These range from sensible to utterly useless [1,2,3].
I'd say forget all of this and focus on being a productive developer, building something people want, and ruthlessly avoiding premature optimization. When your application is slow, measure it to find out why, then fix it, and repeat.
1. Let's take #2, "echo is faster than print" - Seriously, is this what we should be worrying about? I can't detect a difference in PHP 5.2.4 across 100,000 echos/prints, so it must not be very big.
2. ++i vs i++ to squeeze out 1 fewer opcode?
3. Using isset($foo{5}) vs a strlen check? I pity the next programmer who has to read and understand the purpose of this code.
That's not necessarily true. If the compiler is smart enough it won't recalculate the value of a numeric expression which doesn't contain any variables. On the other hand, dereferencing a variable isn't without cost.

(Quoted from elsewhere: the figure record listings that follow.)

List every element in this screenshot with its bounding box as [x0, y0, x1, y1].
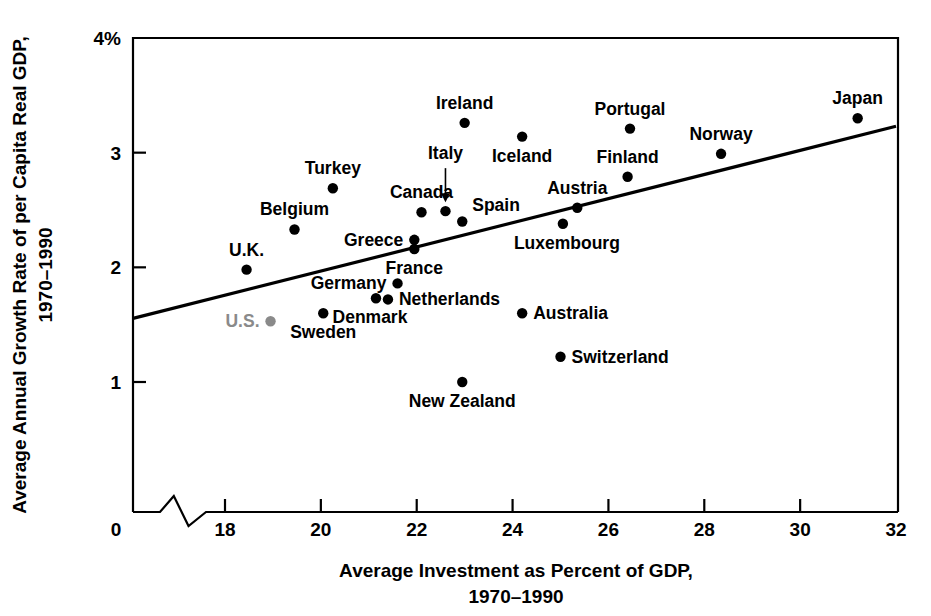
x-axis-title-line2: 1970–1990: [468, 586, 563, 607]
data-point-germany: [392, 278, 402, 288]
data-point-switzerland: [555, 352, 565, 362]
point-label-portugal: Portugal: [595, 99, 666, 119]
y-tick-label: 4%: [94, 28, 122, 49]
x-axis-title-line1: Average Investment as Percent of GDP,: [339, 560, 693, 581]
point-label-luxembourg: Luxembourg: [514, 233, 620, 253]
point-label-spain: Spain: [472, 195, 520, 215]
data-point-turkey: [328, 183, 338, 193]
point-label-new-zealand: New Zealand: [409, 391, 516, 411]
data-point-denmark: [371, 293, 381, 303]
point-label-austria: Austria: [547, 178, 608, 198]
point-label-turkey: Turkey: [305, 158, 361, 178]
y-axis-title-line1: Average Annual Growth Rate of per Capita…: [9, 36, 30, 514]
point-label-iceland: Iceland: [492, 146, 552, 166]
x-tick-label: 32: [885, 519, 906, 540]
data-point-u-k: [241, 264, 251, 274]
point-label-finland: Finland: [596, 147, 658, 167]
x-tick-label: 26: [598, 519, 619, 540]
point-label-greece: Greece: [344, 230, 404, 250]
x-tick-label: 24: [502, 519, 524, 540]
point-label-italy: Italy: [428, 143, 463, 163]
scatter-plot: 0 1820222426283032 1234% U.K.BelgiumU.S.…: [0, 0, 931, 616]
point-label-netherlands: Netherlands: [399, 289, 500, 309]
y-tick-label: 3: [110, 143, 121, 164]
x-axis-origin-label: 0: [111, 519, 122, 540]
y-tick-label: 1: [110, 372, 121, 393]
data-point-france: [409, 244, 419, 254]
point-label-france: France: [386, 258, 444, 278]
data-point-finland: [622, 172, 632, 182]
y-axis-title-line2: 1970–1990: [35, 227, 56, 322]
point-label-sweden: Sweden: [290, 322, 356, 342]
data-point-sweden: [318, 308, 328, 318]
point-label-u-s: U.S.: [225, 311, 259, 331]
y-tick-label: 2: [110, 257, 121, 278]
chart-figure: 0 1820222426283032 1234% U.K.BelgiumU.S.…: [0, 0, 931, 616]
data-point-luxembourg: [558, 219, 568, 229]
x-tick-label: 22: [406, 519, 427, 540]
data-point-u-s: [265, 316, 275, 326]
x-tick-label: 20: [310, 519, 331, 540]
data-point-iceland: [517, 131, 527, 141]
data-point-australia: [517, 308, 527, 318]
point-label-u-k: U.K.: [229, 240, 264, 260]
point-label-norway: Norway: [689, 124, 752, 144]
data-point-greece: [409, 235, 419, 245]
data-point-norway: [716, 149, 726, 159]
point-label-canada: Canada: [390, 182, 453, 202]
point-label-switzerland: Switzerland: [572, 347, 669, 367]
data-point-new-zealand: [457, 377, 467, 387]
x-tick-label: 30: [790, 519, 811, 540]
x-tick-label: 28: [694, 519, 715, 540]
data-point-austria: [572, 203, 582, 213]
point-label-belgium: Belgium: [260, 199, 329, 219]
data-point-portugal: [625, 123, 635, 133]
point-label-germany: Germany: [311, 273, 387, 293]
point-label-ireland: Ireland: [436, 93, 493, 113]
data-point-ireland: [459, 118, 469, 128]
data-point-belgium: [289, 224, 299, 234]
data-point-netherlands: [383, 294, 393, 304]
data-point-spain: [457, 216, 467, 226]
x-tick-label: 18: [214, 519, 235, 540]
data-point-canada: [416, 207, 426, 217]
point-label-australia: Australia: [533, 303, 608, 323]
point-label-japan: Japan: [832, 88, 883, 108]
data-point-japan: [852, 113, 862, 123]
data-point-italy: [440, 206, 450, 216]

Of course, in most cases you'd be dereferencing variables anyway in the test clause, so the original idea, compute loop limits before entering the loop, is correct.:
mbp:~/test doug$ time php -r 'for ($i=1; $i<100000000/10; $i++) {$x++;};'
real 0m5.930s
user 0m5.867s
sys 0m0.026s
mbp:~/test doug$ time php -r '$maxval=100000000/10; for ($i=1; $i<$maxval; $i++) {$x++;};'
real 0m6.999s
user 0m6.907s
sys 0m0.029s
mbp:~/test doug$ time perl -e 'for ($i=1; $i<100000000/10; $i++) {$x++;}'
real 0m2.520s
user 0m2.496s
sys 0m0.010s
mbp:~/test doug$ time perl -e '$maxval=100000000/10; for ($i=1; $i<$maxval; $i++) {$x++;}'
real 0m2.537s
user 0m2.499s
sys 0m0.014s
The results are a little different with Python (maxval1.py computes inline; maxval2 divides in advance and uses variable inline)
mbp:~/test doug$ time python maxval1.py
real 0m2.134s
user 0m1.761s
sys 0m0.276s
mbp:~/test doug$ time python maxval2.py
real 0m1.890s
user 0m1.588s
sys 0m0.278s
Java shows even more of a difference (again, maxval2 sets variable in advance):
mbp:~/test doug$ time java maxval1
real 0m0.174s
user 0m0.116s
sys 0m0.040s
mbp:~/test doug$ time java maxval2
real 0m0.531s
user 0m0.125s
sys 0m0.041s
public class maxval1 {
static int $i, $x;
public static void main(String args[]) throws Exception {
for ($x=$i=1; $i<100000000/10; $i++) {$x++;}
System.out.println($x);
}
}
And maxval2.java:
public class maxval2 {
static int $a, $i, $x;
public static void main(String args[]) throws Exception {
$a=100000000/10;
for ($x=$i=1; $i<$a; $i++) {$x++;}
System.out.println($x);
}
}
Oh, of course - range() is evaluated once in either case. It returns an array, which is then stepped through. The time difference must have been just some inaccuracy. I guess 'time' isn't the best command to use to test efficiency ... or maybe try adding another 0?
Oh, thanks. I redid it using xrange instead of range and the numbers went down to an average (over 20 tries) of about 1.36 sec for maxval1 (which computes endpoint within the xrange) and 1.9 sec for maxval2 (which uses variable in xrange.)
Wow!
Prime2() will calculate the prime numbers 4 times faster then Prime1()? Cool.